The fence and the padlock are the aggregate of all the adults’ efforts to condition Frankie into a clone of a child.
Frankie is a sensitive child, and he feels and absorbs all that happens around him.
His family, in its insulated, capitalist snobbery, devotes more time to its materialist fancies, and less to him.
What the story shows is therefore a dangerous, infanticidal way to bring up a child.
Frankie, like most children, indeed like most people, needs to discover the world for himself.
This is why he rejects the plastic balls.
He screams at the narrator:
“I don’t care anymore for those balls. We can make our own, my friends and me!
“He might as well have openly shouted, “Traitor” in my face. His confidence was so astonishing that I failed to tell him that I hadn’t meant what I said; that it was all for Tsitsi’s sake – after all I was just a harmless well-meaning neighbour, who liked him. It was too late. Frankie had tasted the forbidden fruit, street-fun, and no-one was going to take it from him. He had learnt the tactics so amazingly fast that Tsitsi realised threats alone were not going to force the boy back into the yard. She chased after him. He fled down the street.” (pg74).
This is an affirmation that one has come of age, that he deserves the freedom to see and discover things and also that his feelings must be taken seriously.
The story of Franklin shows that it is not enough to provide materials to the child; it is more important to provide spiritual nourishing in order to prevent psychological dislocation.
The beautiful house for the Franks and all its material abandon cannot provide Franklin with a sense of home nor belonging.
Franklin’s parents are an alienated pair, two snobs whose souls have been stolen by an overstressed capitalistic individualism.
They are blind, however, to the full implications of their preferred isolation.
The isolation brings unhappiness and sterility into their home, and, eventually, grief.

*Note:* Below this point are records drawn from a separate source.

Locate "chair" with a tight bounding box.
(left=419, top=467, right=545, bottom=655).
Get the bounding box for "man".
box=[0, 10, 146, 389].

One may conclude that Chirere’s stories about children portray how children are deprived of their childhood by society resulting in dislocated and fragmented personalities.

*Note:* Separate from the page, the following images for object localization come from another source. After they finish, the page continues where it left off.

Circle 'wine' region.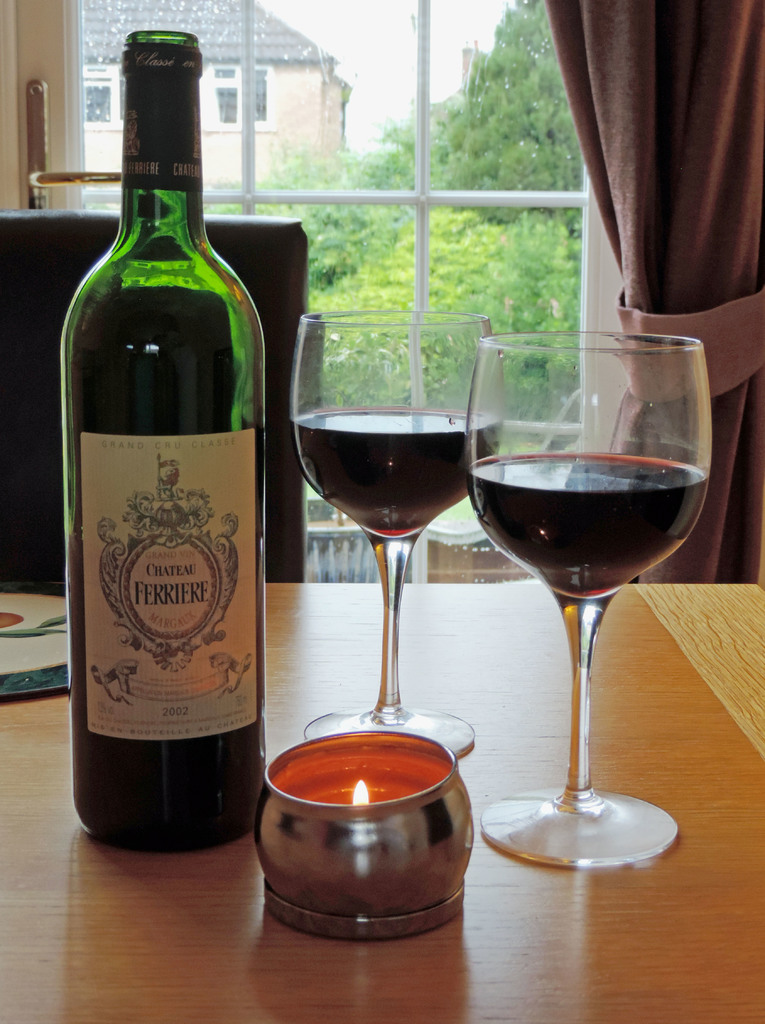
Region: locate(69, 533, 267, 851).
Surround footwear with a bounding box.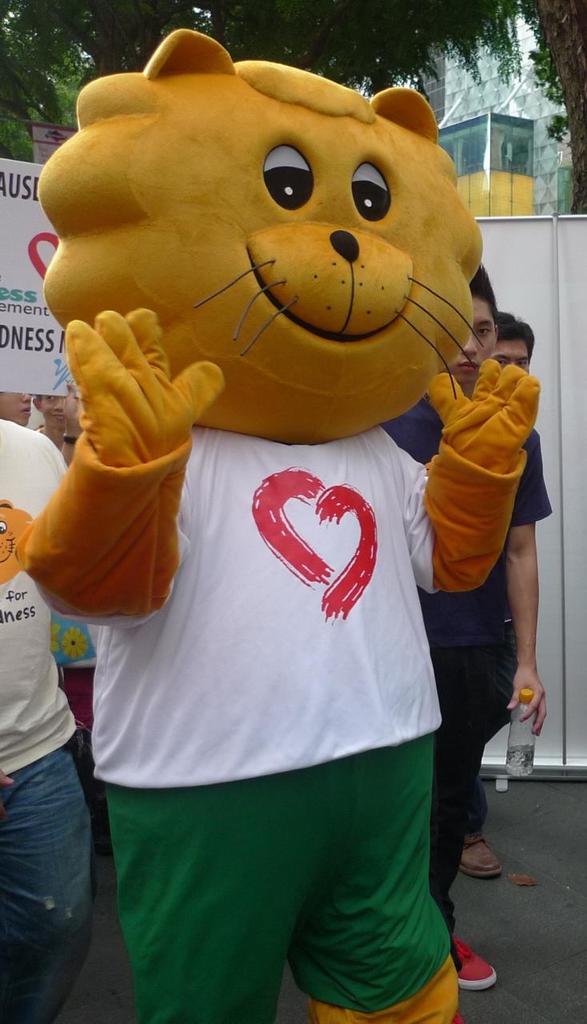
Rect(453, 834, 501, 876).
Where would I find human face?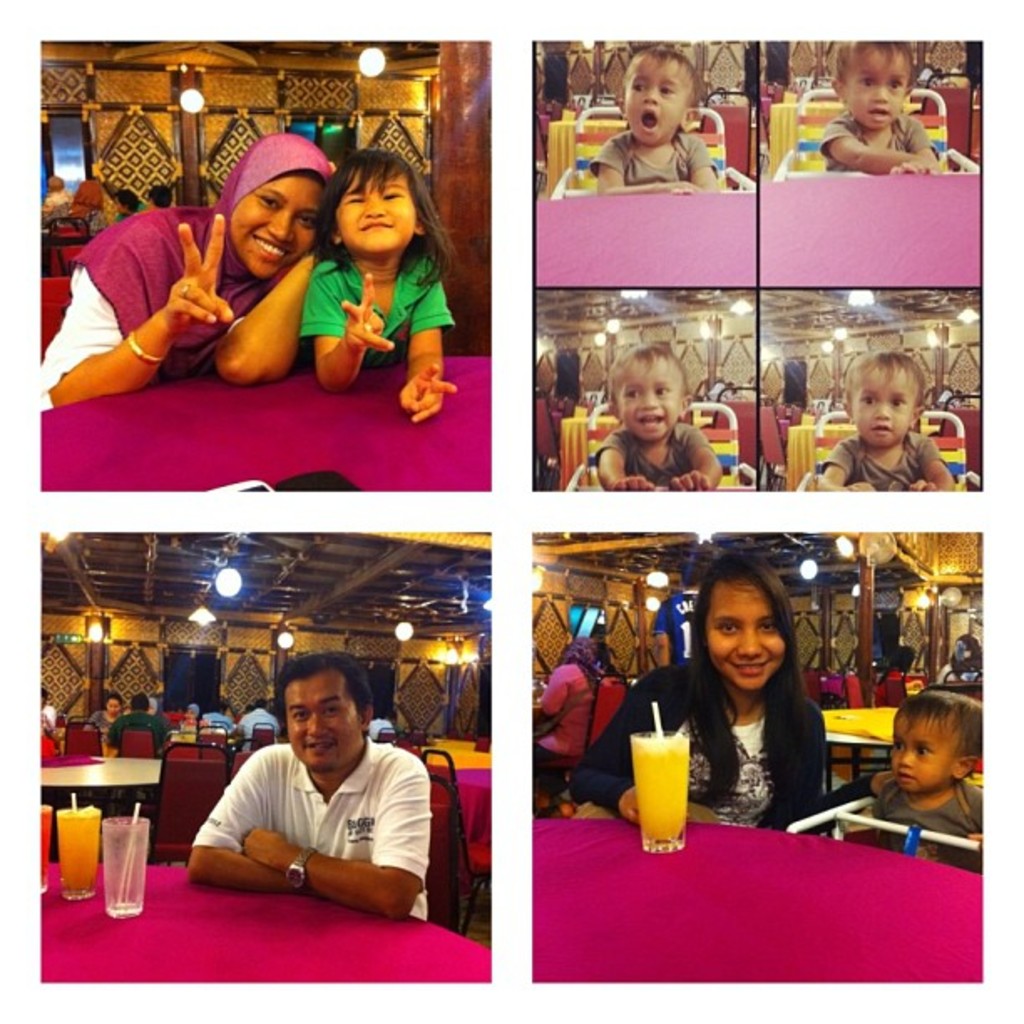
At [612, 353, 686, 440].
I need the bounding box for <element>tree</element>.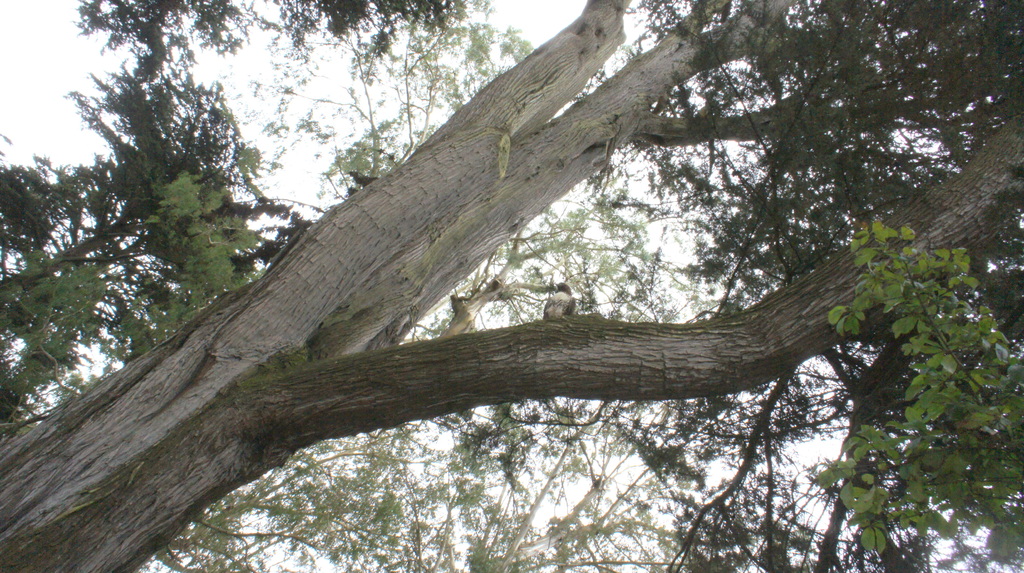
Here it is: <bbox>55, 7, 1023, 540</bbox>.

The decay of moral values has made it impossible for society to rehabilitate the marginalised children.
The society itself has been dismembered and disfigured by a deluge of slavery, colonialism, colonial capitalism and neo-colonial forces of killer machines.
Children are now growing in the midst of violence and this is affecting their adult personalities.
This is putting their future in jeopardy.
The discord in the modern Zimbabwean society has brought many problems for the children.
Society has failed the innocent souls who have now become monsters and victims of each other.
They can never be riper for Africa to start its own healing.